Left to right: Piero Cappuccilli, Carlo Bergonzi, interviewer Liliana Gorini and Lyndon LaRouche in November 1997, at a Schiller Institute event in the Salone Barezzi di Busseto.

Gorini: In your interview to Le Figaro you rightly emphasize that despite Verdi’s precise indications, in 1939 the A=440 tuning was adopted, also as a result of the pressures of military bands during the Nazi period. Since this is an arbitrary pitch, through the years, it changed with each opera house, from A=440 in most American opera houses, to A=448 in Berlin, Florence and Salzburg, as Pavarotti and Bergonzi told me, and this ruined not only the voices of opera singers, but also the interpretation of Verdi’s operas. What do you think is the cause for this lack of understanding of the importance of scientific tuning?
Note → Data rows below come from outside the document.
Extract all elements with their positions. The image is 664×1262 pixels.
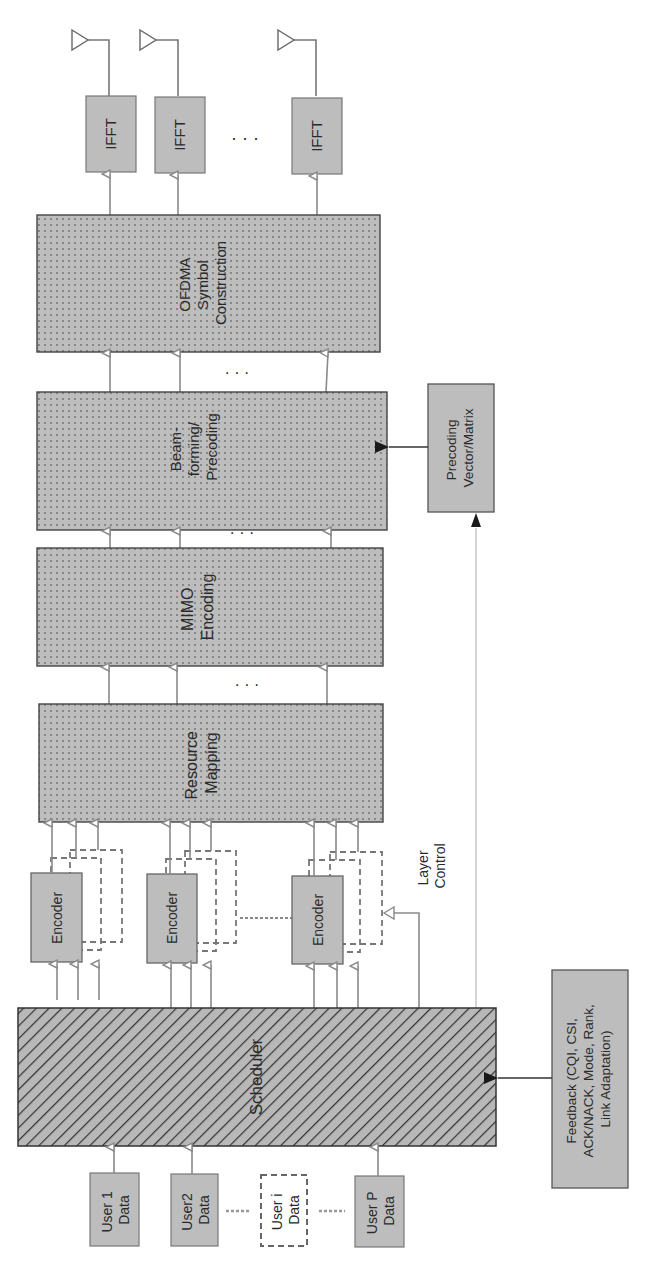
encoder-group-2: Encoder bbox=[147, 823, 236, 1008]
ofdma-label-line1: OFDMA bbox=[176, 258, 193, 312]
encoder-group-1: Encoder bbox=[31, 823, 122, 1000]
user-label-line1: User2 bbox=[179, 1193, 195, 1231]
user-label-line2: Data bbox=[381, 1196, 397, 1226]
ofdma-label-line3: Construction bbox=[212, 241, 229, 325]
user-data-2: User2 Data bbox=[171, 1147, 218, 1246]
antenna-3 bbox=[278, 30, 316, 96]
ifft-label: IFFT bbox=[171, 119, 188, 151]
antenna-icon bbox=[72, 30, 88, 50]
ifft-block-1: IFFT bbox=[86, 96, 136, 172]
scheduler-label: Scheduler bbox=[247, 1038, 266, 1115]
ellipsis: · · · bbox=[225, 364, 250, 381]
user-data-1: User 1 Data bbox=[90, 1147, 139, 1246]
resource-mapping-block: Resource Mapping bbox=[39, 704, 383, 822]
mimo-label-line1: MIMO bbox=[179, 587, 196, 631]
svg-text:User i Data: User i Data bbox=[269, 1190, 302, 1230]
encoder-label: Encoder bbox=[310, 894, 326, 946]
beamforming-label-line2: forming/ bbox=[185, 421, 202, 476]
encoder-group-3: Encoder bbox=[292, 823, 382, 1008]
mimo-ofdma-transmitter-diagram: IFFT IFFT · · · IFFT OFDMA Symbol Constr… bbox=[0, 0, 664, 1262]
resource-label-line1: Resource bbox=[183, 731, 200, 800]
ofdma-to-ifft-arrows bbox=[110, 174, 317, 216]
antenna-icon bbox=[140, 30, 156, 50]
resource-label-line2: Mapping bbox=[203, 732, 220, 793]
encoder-label: Encoder bbox=[49, 892, 65, 944]
ofdma-label-line2: Symbol bbox=[194, 260, 211, 310]
user-data-p: User P Data bbox=[355, 1147, 404, 1247]
antenna-1 bbox=[72, 30, 109, 96]
arrow-head-icon bbox=[384, 907, 394, 919]
svg-text:Layer Control: Layer Control bbox=[415, 843, 448, 888]
ellipsis: · · · bbox=[230, 524, 255, 541]
ifft-label: IFFT bbox=[102, 118, 119, 150]
feedback-line1: Feedback (CQI, CSI, bbox=[564, 1018, 579, 1143]
user-label-line2: Data bbox=[116, 1195, 132, 1225]
ifft-label: IFFT bbox=[308, 120, 325, 152]
user-label-line2: Data bbox=[196, 1195, 212, 1225]
user-label-line1: User 1 bbox=[99, 1191, 115, 1232]
precoding-vector-matrix-block: Precoding Vector/Matrix bbox=[428, 384, 494, 512]
feedback-line3: Link Adaptation) bbox=[598, 1031, 613, 1128]
layer-control-line2: Control bbox=[432, 843, 448, 888]
svg-text:Beam- forming/ Pre: Beam- forming/ Precoding bbox=[167, 413, 220, 481]
feedback-line2: ACK/NACK, Mode, Rank, bbox=[581, 1004, 596, 1157]
ellipsis: · · · bbox=[231, 128, 259, 148]
resource-to-mimo-arrows bbox=[109, 667, 327, 704]
ellipsis: · · · bbox=[235, 676, 260, 693]
user-data-i: User i Data bbox=[261, 1175, 307, 1246]
ifft-block-3: IFFT bbox=[292, 98, 342, 174]
encoder-label: Encoder bbox=[164, 892, 180, 944]
feedback-block: Feedback (CQI, CSI, ACK/NACK, Mode, Rank… bbox=[552, 970, 628, 1188]
arrow-head-icon bbox=[471, 513, 481, 527]
beamforming-precoding-block: Beam- forming/ Precoding bbox=[37, 392, 387, 530]
beamforming-label-line1: Beam- bbox=[167, 427, 184, 471]
user-label-line1: User P bbox=[364, 1192, 380, 1235]
ofdma-symbol-construction-block: OFDMA Symbol Construction bbox=[37, 215, 380, 352]
scheduler-block: Scheduler bbox=[18, 1008, 496, 1146]
beamforming-label-line3: Precoding bbox=[203, 413, 220, 481]
antenna-2 bbox=[140, 30, 178, 96]
precoding-label-line2: Vector/Matrix bbox=[461, 408, 476, 487]
mimo-label-line2: Encoding bbox=[199, 574, 216, 641]
beamforming-to-ofdma-arrows bbox=[110, 353, 328, 392]
user-label-line1: User i bbox=[269, 1194, 285, 1231]
precoding-label-line1: Precoding bbox=[444, 419, 459, 480]
svg-text:User2 Data: User2 Data bbox=[179, 1189, 212, 1230]
mimo-to-beamforming-arrows bbox=[110, 531, 331, 548]
ifft-block-2: IFFT bbox=[155, 97, 205, 173]
antenna-icon bbox=[278, 30, 294, 50]
layer-control-line1: Layer bbox=[415, 850, 431, 885]
layer-control: Layer Control bbox=[384, 843, 448, 1008]
mimo-encoding-block: MIMO Encoding bbox=[37, 548, 383, 666]
user-label-line2: Data bbox=[286, 1195, 302, 1225]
Gaia Verdi: I was very shocked by the fact that in 1939 the Nazis increased imperatively the A to 440. Sure, it may have been because of the wind instruments of the military bands, but it may also be a scientific method to influence the brain in a terroristic way in order to increase aggressiveness. This tuning does not only involve the world of musicians and singers but also that of their listeners. I believe that a young man who listens to classical music is more balanced than one who listens to rock, house or any other such music. But I do know that even Jimi Hendrix tried the Golden Tuning on his acoustic guitar.

Gorini: Will Verdi’s piano be exhibited at the Teatro Argentina until the end of december?

Gaia Verdi: Yes, it will be exhibited until December 31st and we are planning more such initiatives on Verdi’s tuning.